A festering dispute over a long-closed dump site in Washington County has delayed plans to build an elementary school for hundreds of children.
The Mahtomedi School District wants to relocate its Wildwood Elementary School to Grant, just east of that city's border with Mahtomedi. A year ago, voters approved a $45 million bond referendum to make improvements to three existing schools and build the new one.
But many Grant residents worry that vapors from garbage dumped over a period of four decades will endanger children attending the school. They also take issue with a plan to funnel dozens of buses and cars daily across the nearby Gateway State Trail, the busiest walking and cycling path in Minnesota.
"I don't think anybody's against having a school, but we sure do want to make sure it's a safe place," said Terry Derosier, a member of Grant's planning commission. "If they're building close to the dump site, is it really safe to have children playing on it?"
In response, two scientists at the Minnesota Pollution Control Agency (MPCA) say the site is safe for the school. The dump once was under consideration as a potential Superfund hazardous waste site but that's no longer the case after contaminants were removed in the 1990s, said David Knight, project leader of the MPCA's voluntary cleanup program. Subsequent tests showed no significant concerns.
The dump area, now buried under athletic fields built atop tons of new soil, was once two disposal sites: a 10-acre private unregulated dump for common household garbage, and an adjoining two-acre demolition landfill known as Bellaire Transfer No. 2, used for building materials.
Eventually the sites merged under Bellaire's management, said John Betcher of the MPCA, and barrels of oil sludge and other toxic substances were dumped there. Despite the company's voluntary cleanup in the 1990s, many Grant residents remain doubtful that enough inspection was done.
"I would rather that the city ends up in court because the city tried to prevent an illness than three years down the road when a child ends up with leukemia and we allowed it," said resident Larry Lanoux, who wants more aggressive MPCA investigation into the dump's potential danger.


Aim of the exercise
Lines with the word "Owner" are the answer; copy each of them from the data below.
[Record excerpts Boundary: Start]
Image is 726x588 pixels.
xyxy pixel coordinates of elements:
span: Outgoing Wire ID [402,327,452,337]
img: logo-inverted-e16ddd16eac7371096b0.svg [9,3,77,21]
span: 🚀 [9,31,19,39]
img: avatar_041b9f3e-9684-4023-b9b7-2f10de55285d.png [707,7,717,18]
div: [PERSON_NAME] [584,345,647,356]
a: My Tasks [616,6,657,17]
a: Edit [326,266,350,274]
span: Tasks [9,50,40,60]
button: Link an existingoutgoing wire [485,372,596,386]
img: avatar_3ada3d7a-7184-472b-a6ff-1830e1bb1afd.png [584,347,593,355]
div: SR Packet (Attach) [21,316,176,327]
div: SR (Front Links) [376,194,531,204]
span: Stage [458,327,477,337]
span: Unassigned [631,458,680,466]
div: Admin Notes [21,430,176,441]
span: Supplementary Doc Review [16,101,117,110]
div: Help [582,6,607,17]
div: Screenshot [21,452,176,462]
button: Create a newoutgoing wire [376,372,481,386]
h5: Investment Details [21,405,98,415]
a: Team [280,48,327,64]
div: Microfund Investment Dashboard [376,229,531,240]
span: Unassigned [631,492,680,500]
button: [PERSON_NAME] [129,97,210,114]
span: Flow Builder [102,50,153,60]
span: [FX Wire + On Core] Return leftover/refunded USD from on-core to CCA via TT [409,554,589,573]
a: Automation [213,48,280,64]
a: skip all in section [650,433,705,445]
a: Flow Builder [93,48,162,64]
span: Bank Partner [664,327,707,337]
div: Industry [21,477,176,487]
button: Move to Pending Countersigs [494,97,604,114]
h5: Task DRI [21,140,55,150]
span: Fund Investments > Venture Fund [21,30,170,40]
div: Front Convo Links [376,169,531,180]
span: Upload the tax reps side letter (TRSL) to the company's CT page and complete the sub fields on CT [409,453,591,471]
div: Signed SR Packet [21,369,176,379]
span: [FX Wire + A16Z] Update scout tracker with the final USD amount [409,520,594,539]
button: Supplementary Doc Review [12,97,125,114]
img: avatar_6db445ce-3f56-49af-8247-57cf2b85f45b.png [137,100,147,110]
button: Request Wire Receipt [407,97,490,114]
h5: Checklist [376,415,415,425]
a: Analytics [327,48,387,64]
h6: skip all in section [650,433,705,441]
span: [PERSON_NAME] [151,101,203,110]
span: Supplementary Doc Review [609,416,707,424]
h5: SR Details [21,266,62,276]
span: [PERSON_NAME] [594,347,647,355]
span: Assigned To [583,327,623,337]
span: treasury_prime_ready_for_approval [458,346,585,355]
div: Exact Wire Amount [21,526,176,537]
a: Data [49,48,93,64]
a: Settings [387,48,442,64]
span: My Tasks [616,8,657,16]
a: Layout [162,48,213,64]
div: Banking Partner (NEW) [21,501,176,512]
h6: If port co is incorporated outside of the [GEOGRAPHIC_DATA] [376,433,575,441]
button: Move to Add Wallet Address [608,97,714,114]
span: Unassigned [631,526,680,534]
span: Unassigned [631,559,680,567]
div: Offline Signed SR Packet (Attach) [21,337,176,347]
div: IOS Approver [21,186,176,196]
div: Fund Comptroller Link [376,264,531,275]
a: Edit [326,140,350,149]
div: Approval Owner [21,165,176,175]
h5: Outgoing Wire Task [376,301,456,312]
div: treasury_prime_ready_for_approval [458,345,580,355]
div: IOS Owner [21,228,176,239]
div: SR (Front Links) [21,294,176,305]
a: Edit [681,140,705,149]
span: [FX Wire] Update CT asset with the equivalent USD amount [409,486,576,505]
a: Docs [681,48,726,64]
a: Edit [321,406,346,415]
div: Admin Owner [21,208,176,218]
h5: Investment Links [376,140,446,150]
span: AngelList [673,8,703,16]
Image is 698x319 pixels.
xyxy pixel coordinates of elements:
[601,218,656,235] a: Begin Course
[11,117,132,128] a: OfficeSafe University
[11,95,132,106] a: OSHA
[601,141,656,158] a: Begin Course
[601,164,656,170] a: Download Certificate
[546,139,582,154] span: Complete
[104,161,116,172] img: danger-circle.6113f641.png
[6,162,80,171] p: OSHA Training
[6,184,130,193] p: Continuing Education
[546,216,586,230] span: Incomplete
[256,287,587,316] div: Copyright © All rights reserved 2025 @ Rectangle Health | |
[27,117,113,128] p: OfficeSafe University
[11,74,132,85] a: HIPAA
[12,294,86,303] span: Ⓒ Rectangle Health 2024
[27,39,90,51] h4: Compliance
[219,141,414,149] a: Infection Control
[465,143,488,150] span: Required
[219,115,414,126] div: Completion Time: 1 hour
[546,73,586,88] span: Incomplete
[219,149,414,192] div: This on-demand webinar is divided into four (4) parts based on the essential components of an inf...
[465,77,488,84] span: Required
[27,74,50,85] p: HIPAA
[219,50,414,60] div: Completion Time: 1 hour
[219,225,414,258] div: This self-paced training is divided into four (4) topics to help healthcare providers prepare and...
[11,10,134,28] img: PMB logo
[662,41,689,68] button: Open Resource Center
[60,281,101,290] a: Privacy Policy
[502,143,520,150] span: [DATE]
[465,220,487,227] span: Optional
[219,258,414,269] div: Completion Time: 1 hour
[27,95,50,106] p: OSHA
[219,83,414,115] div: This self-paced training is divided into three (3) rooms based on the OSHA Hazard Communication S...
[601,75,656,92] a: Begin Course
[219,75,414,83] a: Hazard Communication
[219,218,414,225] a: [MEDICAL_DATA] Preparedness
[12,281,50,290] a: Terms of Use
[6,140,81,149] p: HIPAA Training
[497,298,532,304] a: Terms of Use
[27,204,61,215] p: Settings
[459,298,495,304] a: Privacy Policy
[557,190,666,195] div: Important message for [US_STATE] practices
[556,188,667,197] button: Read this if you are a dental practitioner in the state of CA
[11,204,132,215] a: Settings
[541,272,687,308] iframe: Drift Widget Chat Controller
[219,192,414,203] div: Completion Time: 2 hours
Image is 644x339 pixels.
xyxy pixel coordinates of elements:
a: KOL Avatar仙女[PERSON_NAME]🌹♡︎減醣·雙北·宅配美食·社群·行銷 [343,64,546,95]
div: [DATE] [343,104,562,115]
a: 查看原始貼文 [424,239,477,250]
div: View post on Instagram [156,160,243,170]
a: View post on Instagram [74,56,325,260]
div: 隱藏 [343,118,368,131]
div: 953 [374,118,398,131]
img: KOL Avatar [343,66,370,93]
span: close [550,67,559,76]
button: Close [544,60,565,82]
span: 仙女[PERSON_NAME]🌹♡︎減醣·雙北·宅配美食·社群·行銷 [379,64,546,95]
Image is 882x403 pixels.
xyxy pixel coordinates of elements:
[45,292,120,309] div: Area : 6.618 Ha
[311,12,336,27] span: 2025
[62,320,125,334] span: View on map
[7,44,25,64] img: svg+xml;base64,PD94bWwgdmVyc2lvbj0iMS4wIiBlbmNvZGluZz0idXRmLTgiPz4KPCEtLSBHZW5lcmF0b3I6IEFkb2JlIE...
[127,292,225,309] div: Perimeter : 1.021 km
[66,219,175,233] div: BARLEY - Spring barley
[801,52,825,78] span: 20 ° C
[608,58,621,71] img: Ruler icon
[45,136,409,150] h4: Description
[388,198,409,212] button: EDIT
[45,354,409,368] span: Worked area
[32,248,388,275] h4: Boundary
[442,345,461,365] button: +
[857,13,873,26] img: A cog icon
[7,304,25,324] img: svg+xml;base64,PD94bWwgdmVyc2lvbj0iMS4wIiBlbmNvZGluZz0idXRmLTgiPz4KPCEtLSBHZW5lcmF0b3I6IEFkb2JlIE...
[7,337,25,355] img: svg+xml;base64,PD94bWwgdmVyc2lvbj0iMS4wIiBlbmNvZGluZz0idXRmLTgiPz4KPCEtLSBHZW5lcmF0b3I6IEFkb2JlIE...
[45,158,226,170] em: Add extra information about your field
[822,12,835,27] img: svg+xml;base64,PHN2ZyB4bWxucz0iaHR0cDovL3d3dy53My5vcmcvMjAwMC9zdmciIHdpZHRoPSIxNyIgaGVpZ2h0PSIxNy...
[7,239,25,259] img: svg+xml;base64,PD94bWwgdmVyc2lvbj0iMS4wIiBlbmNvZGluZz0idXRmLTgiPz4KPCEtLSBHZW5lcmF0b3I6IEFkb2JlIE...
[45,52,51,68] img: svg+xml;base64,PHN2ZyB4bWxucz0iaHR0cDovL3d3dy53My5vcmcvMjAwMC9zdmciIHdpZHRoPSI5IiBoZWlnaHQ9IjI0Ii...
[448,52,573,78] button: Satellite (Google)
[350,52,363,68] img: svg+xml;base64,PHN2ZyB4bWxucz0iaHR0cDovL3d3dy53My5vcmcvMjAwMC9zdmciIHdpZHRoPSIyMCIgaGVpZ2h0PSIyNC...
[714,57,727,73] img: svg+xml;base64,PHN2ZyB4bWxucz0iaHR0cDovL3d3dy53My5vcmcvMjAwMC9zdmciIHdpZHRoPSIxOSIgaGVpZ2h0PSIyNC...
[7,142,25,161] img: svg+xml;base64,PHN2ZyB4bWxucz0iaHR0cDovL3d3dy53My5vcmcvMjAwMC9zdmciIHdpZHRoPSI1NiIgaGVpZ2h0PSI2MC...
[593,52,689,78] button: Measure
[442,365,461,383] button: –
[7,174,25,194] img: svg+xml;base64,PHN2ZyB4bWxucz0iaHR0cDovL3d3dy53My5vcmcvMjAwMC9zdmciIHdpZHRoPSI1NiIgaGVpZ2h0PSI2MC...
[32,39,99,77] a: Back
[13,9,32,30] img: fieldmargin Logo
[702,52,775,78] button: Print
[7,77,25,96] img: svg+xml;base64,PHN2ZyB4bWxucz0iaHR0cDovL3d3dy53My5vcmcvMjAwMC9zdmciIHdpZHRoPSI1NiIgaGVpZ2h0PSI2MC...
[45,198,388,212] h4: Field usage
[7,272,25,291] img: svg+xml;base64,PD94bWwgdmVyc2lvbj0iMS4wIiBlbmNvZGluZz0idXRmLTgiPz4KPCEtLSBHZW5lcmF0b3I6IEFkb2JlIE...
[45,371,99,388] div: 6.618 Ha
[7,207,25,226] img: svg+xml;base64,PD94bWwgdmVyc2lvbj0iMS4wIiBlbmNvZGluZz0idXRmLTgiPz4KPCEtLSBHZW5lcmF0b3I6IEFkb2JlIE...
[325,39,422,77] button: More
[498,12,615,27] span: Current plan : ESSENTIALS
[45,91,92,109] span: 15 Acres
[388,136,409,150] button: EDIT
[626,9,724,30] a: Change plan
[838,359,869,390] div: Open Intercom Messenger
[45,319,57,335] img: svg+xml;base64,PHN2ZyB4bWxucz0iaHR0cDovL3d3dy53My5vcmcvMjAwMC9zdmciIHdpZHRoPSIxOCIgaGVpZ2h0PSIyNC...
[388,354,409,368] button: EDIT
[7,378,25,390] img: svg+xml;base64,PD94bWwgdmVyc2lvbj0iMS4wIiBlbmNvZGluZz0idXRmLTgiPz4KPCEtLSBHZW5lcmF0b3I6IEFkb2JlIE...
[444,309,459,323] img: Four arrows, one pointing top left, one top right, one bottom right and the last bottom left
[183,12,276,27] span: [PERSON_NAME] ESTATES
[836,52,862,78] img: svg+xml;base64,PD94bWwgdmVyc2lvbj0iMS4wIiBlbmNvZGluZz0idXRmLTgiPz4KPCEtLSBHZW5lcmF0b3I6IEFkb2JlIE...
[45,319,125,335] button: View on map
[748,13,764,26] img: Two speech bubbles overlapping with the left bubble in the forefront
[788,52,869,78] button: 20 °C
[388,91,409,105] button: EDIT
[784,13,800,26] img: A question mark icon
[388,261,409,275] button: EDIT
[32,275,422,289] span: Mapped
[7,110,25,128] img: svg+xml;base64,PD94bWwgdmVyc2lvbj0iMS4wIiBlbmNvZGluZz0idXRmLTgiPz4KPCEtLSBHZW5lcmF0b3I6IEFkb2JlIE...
[Record excerpts Boundary: End]
Solution for this exercise
div: Approval Owner [21,165,176,175]
div: IOS Owner [21,228,176,239]
div: Admin Owner [21,208,176,218]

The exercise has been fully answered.